At present, scientists are asked to upload their data to various “silos” (loosely connected data centers like WDS-Paleo1, PANGAEA2, or Neotoma3), which use different formats and conventions, hampering interoperability. Further, there is sometimes little guidance on what information needs to be archived to provide long-lasting scientific value. While paleosciences offer a long-term perspective on environmental change, this cannot happen without a long-term perspective on environmental data stewardship. LinkedEarth4 (Fig. 1) was funded by the EarthCube program5 as a two-year “integrated activity”, with the twin aims of putting paleoclimate data stewardship in the hands of data generators, and developing standards that promote effective reuse. Here we review LinkedEarth’s successes and outstanding challenges, and take stock of its broader lessons for the PAGES community.
LinkedEarth has acted as a laboratory to advance the notion of decentralized paleo-data curation, allowing data generators to curate their own and others' data, via standards and technologies.
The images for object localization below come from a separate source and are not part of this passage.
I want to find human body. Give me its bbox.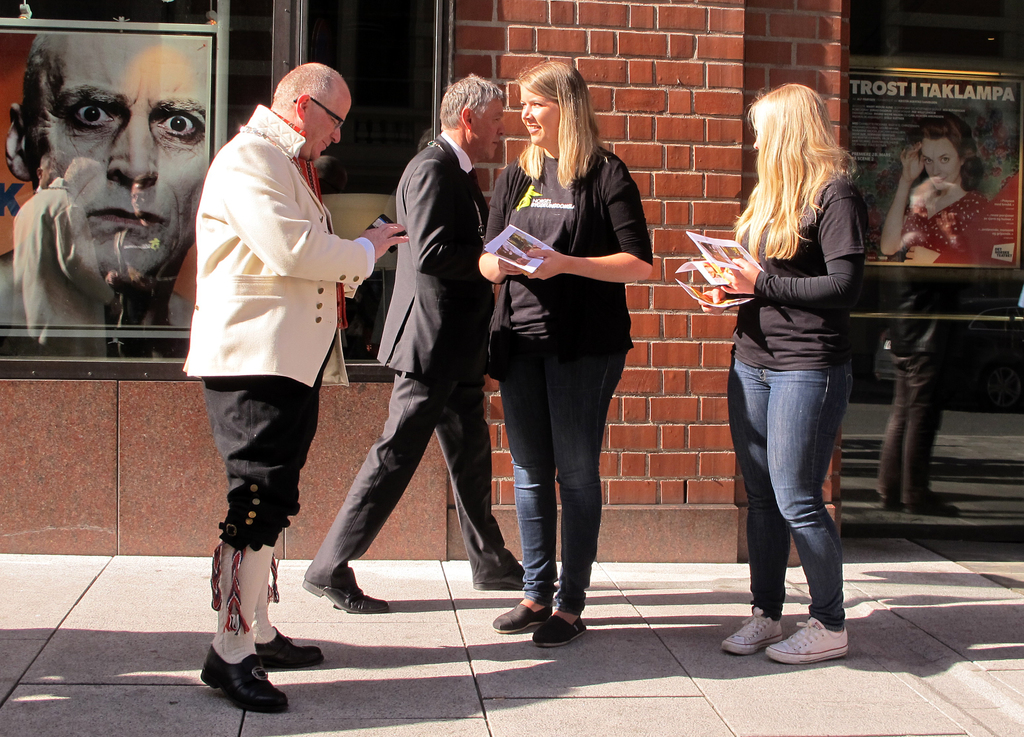
x1=302 y1=73 x2=523 y2=612.
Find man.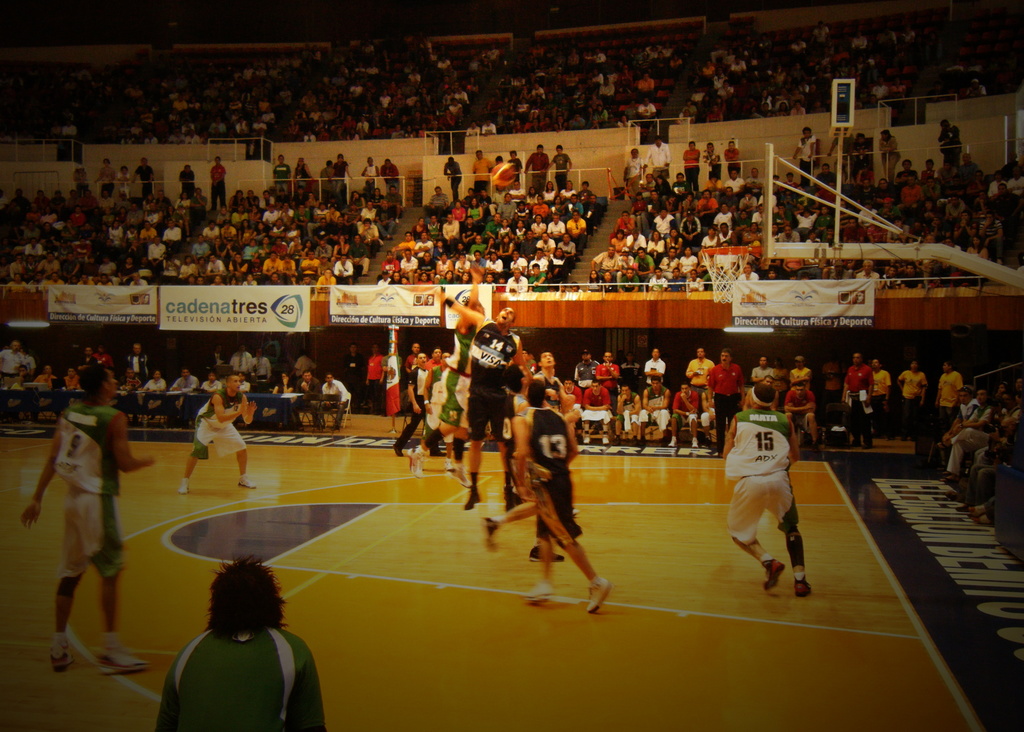
1009, 165, 1023, 200.
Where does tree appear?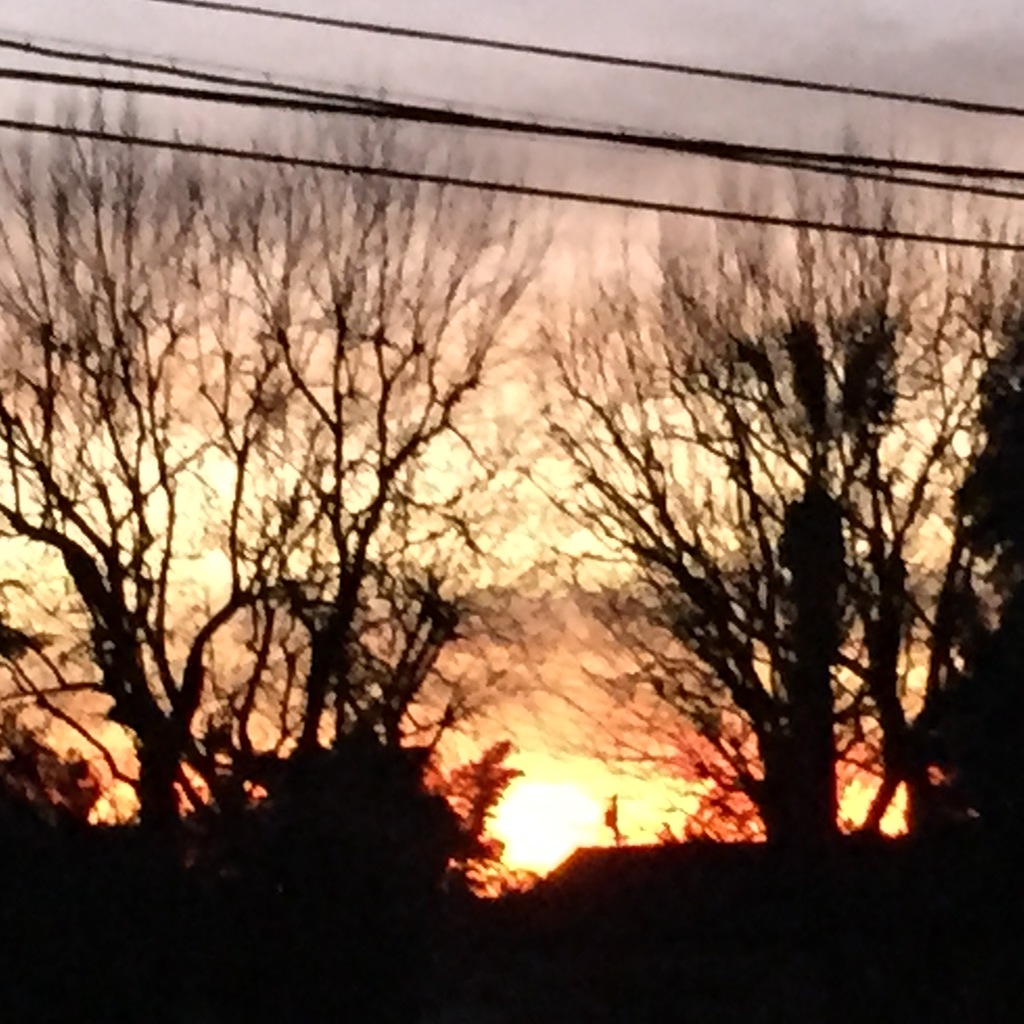
Appears at x1=529, y1=231, x2=1005, y2=899.
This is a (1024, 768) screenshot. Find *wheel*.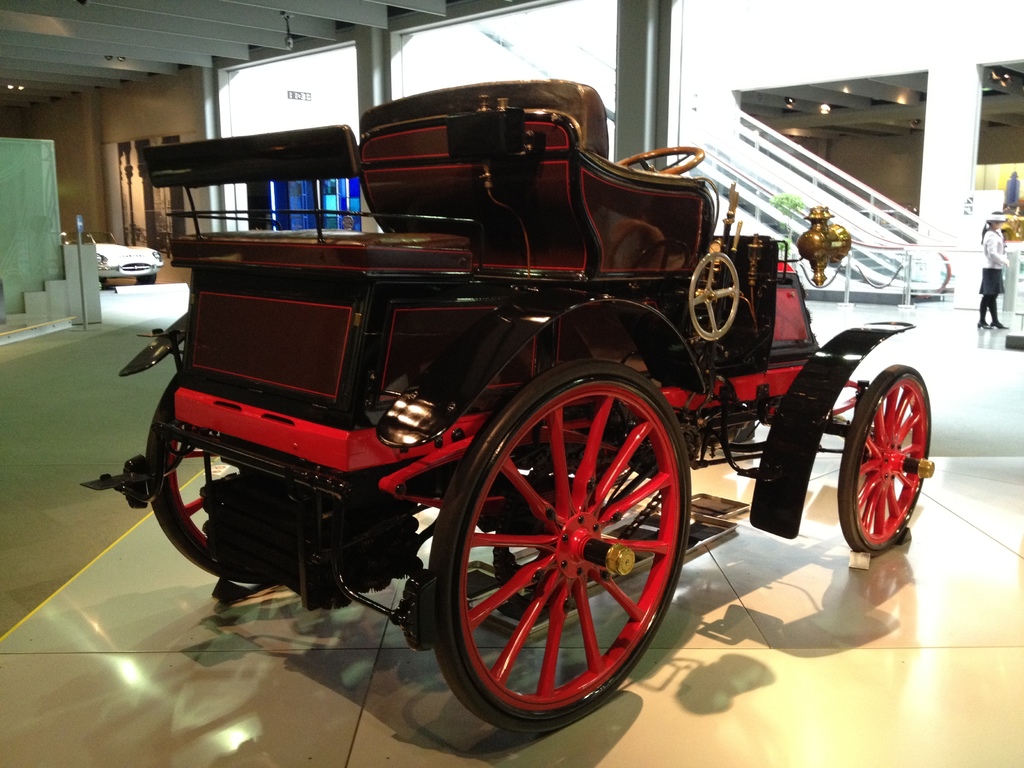
Bounding box: <region>138, 271, 156, 284</region>.
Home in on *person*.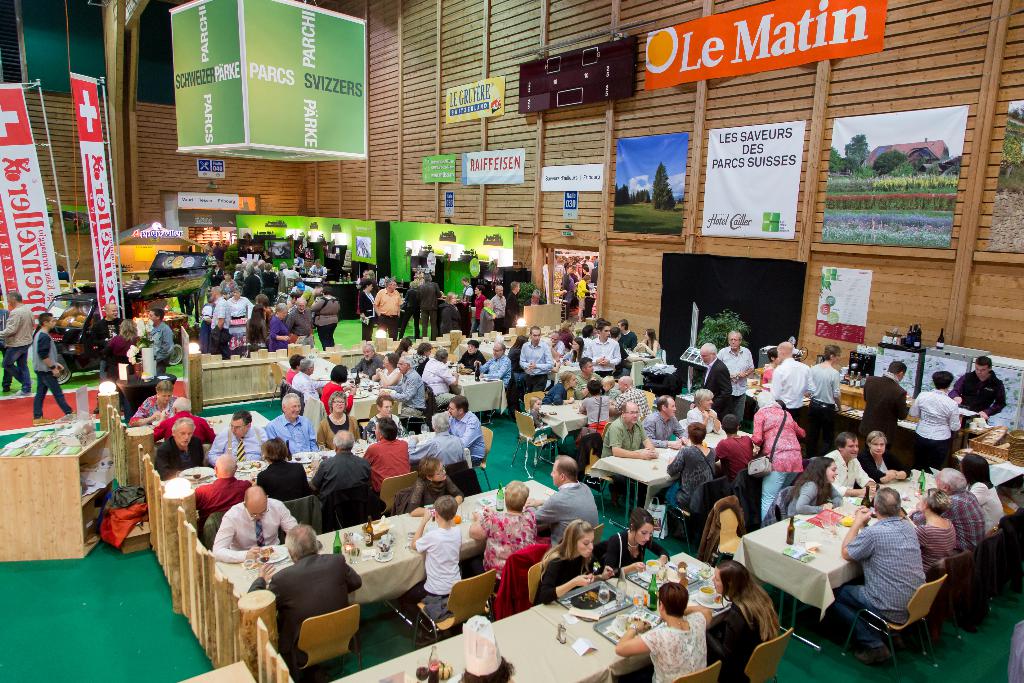
Homed in at {"x1": 833, "y1": 431, "x2": 865, "y2": 493}.
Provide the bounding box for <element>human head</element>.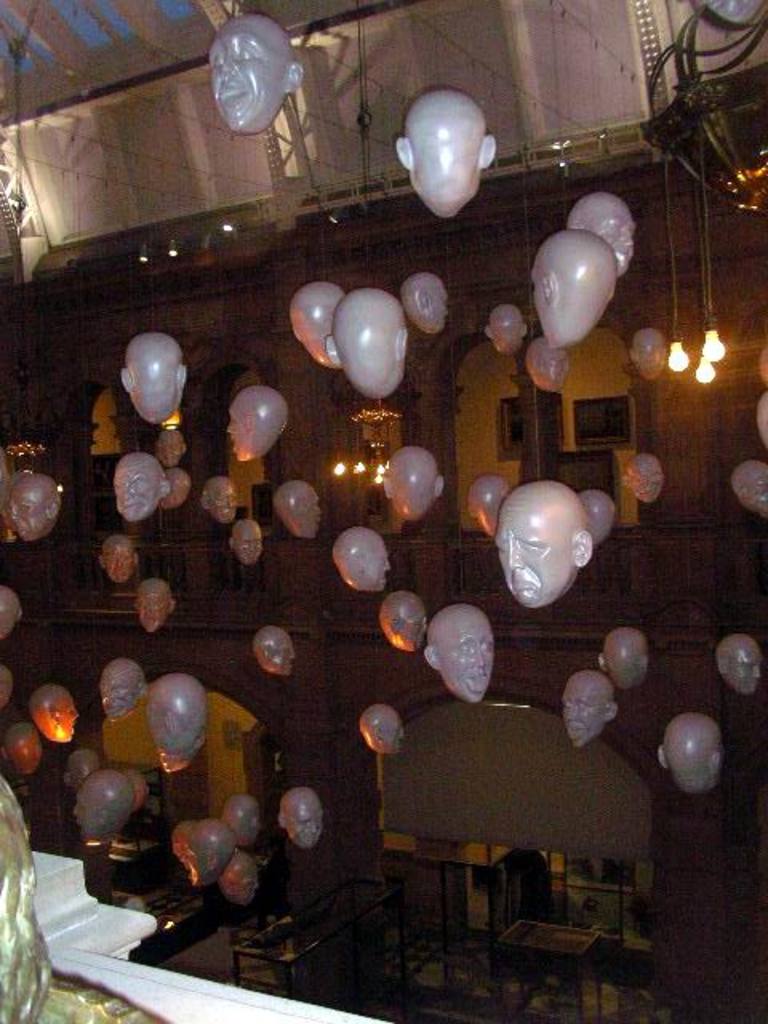
218,795,267,853.
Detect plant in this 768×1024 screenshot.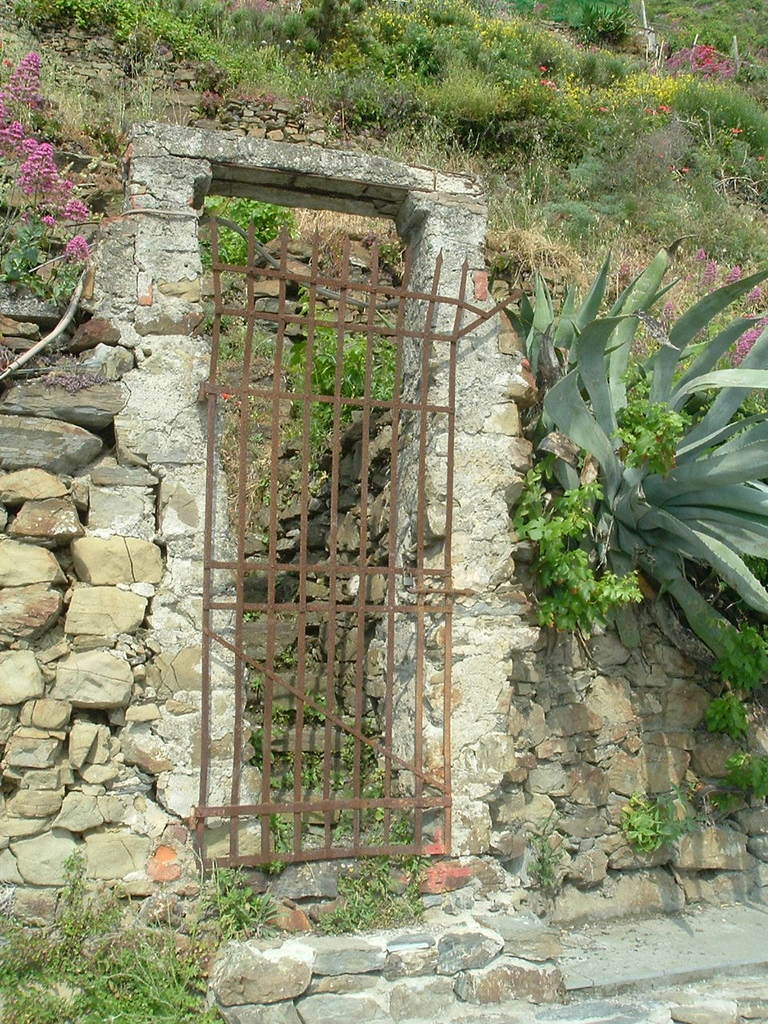
Detection: l=623, t=783, r=715, b=867.
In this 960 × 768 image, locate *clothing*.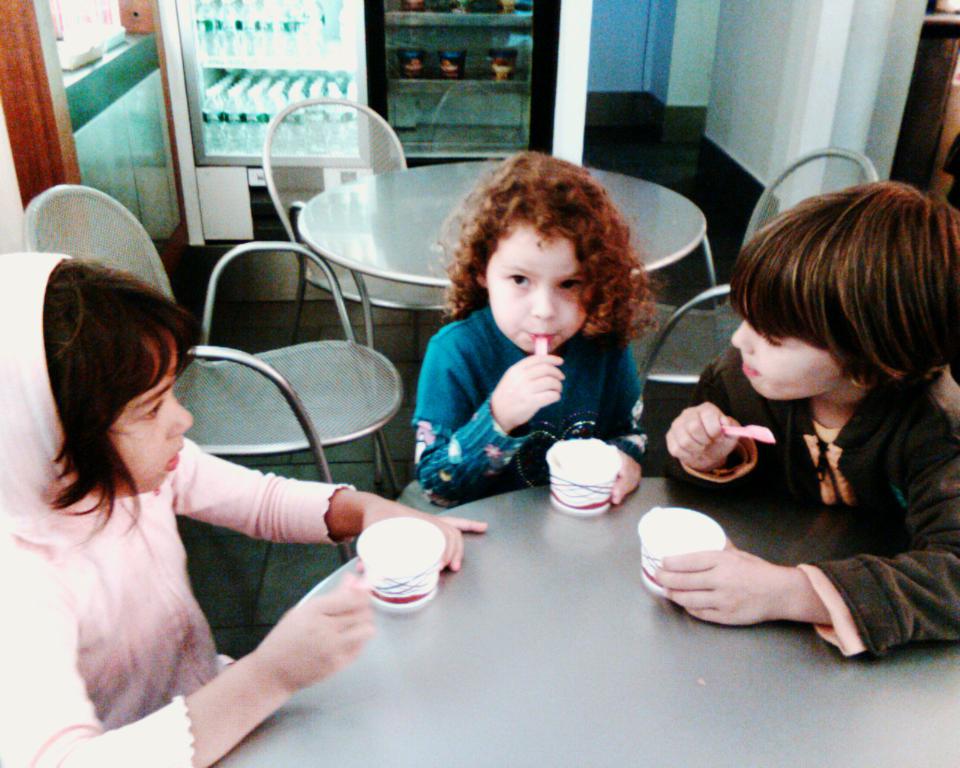
Bounding box: 640/301/949/652.
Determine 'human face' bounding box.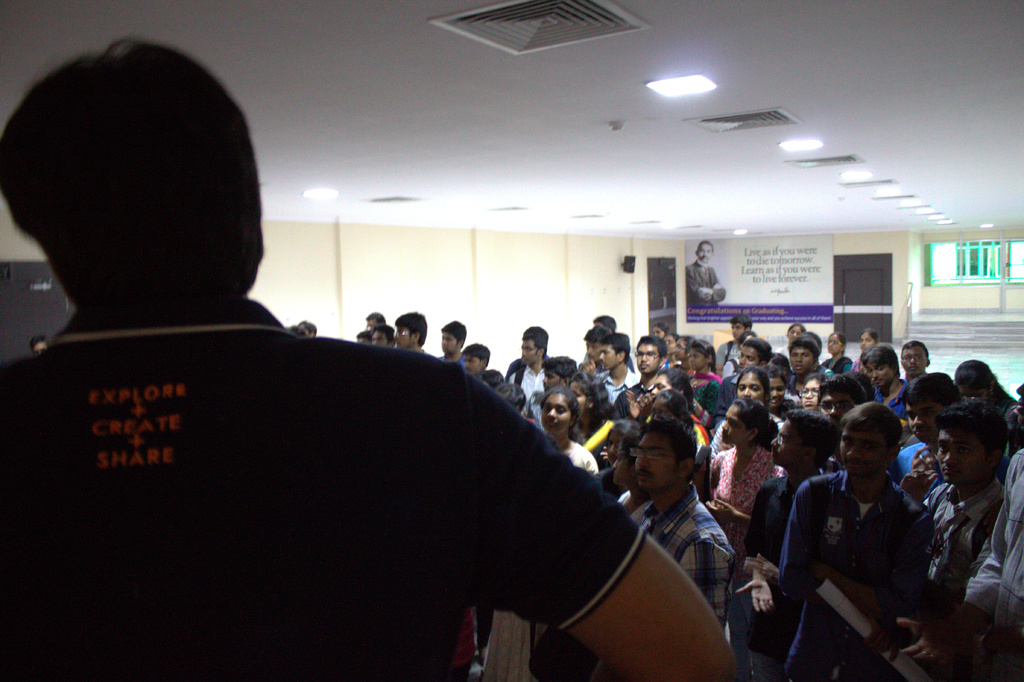
Determined: bbox(648, 323, 662, 338).
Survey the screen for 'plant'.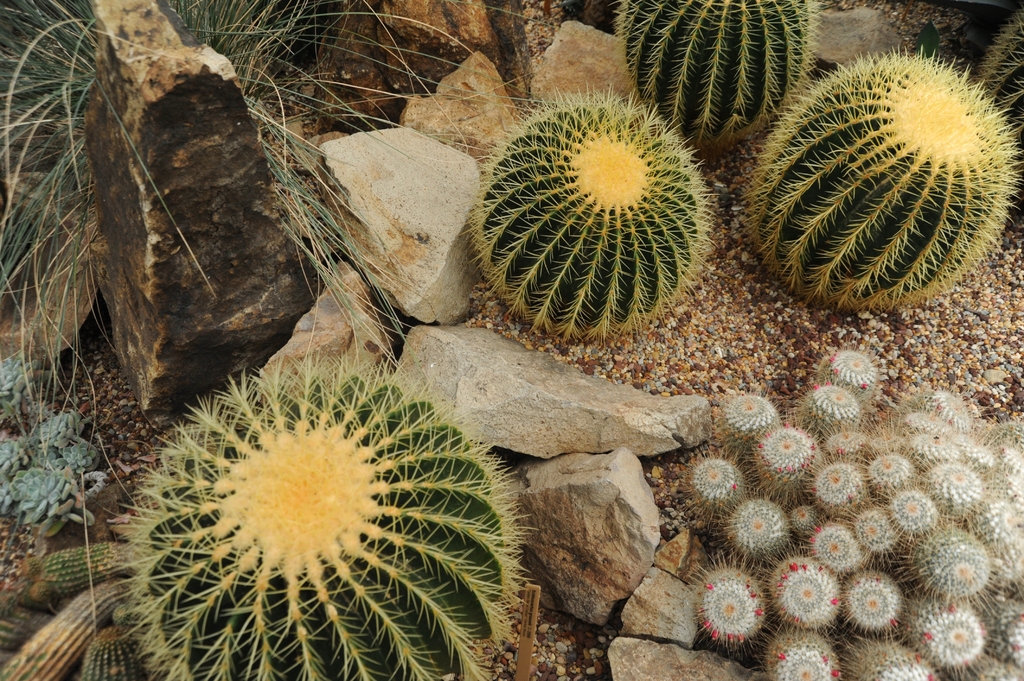
Survey found: bbox=(881, 408, 975, 440).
The basic premise of LinkedEarth is that no-one understands data better than the people who generated them. Therefore, data generators should be the ones describing their data, but in a consistent way to make them interoperable. Having participated in several PAGES’ syntheses (e.g. PAGES 2k Consortium 2017), we also appreciate that publicly-archived datasets are nearly always incomplete, and may harbor errors - requiring collective curation and correction (that is, the ability for multiple actors to edit and annotate the same datasets). We thus set out to develop a platform that would enable paleoclimatologists to interact with data in an intuitive way, resulting in standardized datasets that are (by construction) extensible, interoperable, and discoverable.
Crowd-curation through standards
A data standard consists of three parts: (1) a standard terminology, to prevent ambiguity; (2) standard practices, which codify the information that is essential to long-term reuse and (3) a standard format for archival and exchange. The latter is emerging, in the form of Linked Paleo Data (LiPD6; McKay and Emile-Geay, this issue, 2016), so LinkedEarth only had to contend with the first two parts.
Standardizing terminology was accomplished by means of the LinkedEarth ontology7. An ontology is a formal representation of the knowledge common to a scholarly field. It allows unambiguous definitions of common terms describing a paleoclimate dataset, as well as the relationships among these terms (e.g. a proxy observation is measured on a proxy archive at a particular depth). Ontologies are necessary to organize information so machines can take advantage of digitally-archived data. Ontologies are inherently flexible, allowing to specify ecological properties such as habitat depth and seasonality to previously-archived foraminiferal-based records. Ontologies have had an enormous impact in biomedical research, ranging from genomics to drug discovery, and are beginning to permeate the geosciences8.
Ontologies need to be sufficiently rigid so that dependent applications can rely on their structure being stable over time, yet sufficiently flexible to accommodate growth and evolution. The ontology maps closely to the LiPD structure, which serves as its stable skeleton. Extensibility was achieved via a new technology, the LinkedEarth platform9. At its core, it is a semantic wiki, similar to other wikis like Wikipedia, but based on the LinkedEarth ontology. The LinkedEarth wiki tracks changes and attributes them to authenticated contributors (an ORCID is all that is required to join LinkedEarth). The wiki facilitates extensions by allowing users to edit the non-core aspects of the ontology: they can define new classes or properties, create or change definitions, start discussions with other users, or request modifications to the core ontology when sufficient consensus emerges. These user roles and interactions were defined in a formal charter10. The flexible structure will accommodate advances in techniques and interpretations, and allow users to deprecate outdated terms.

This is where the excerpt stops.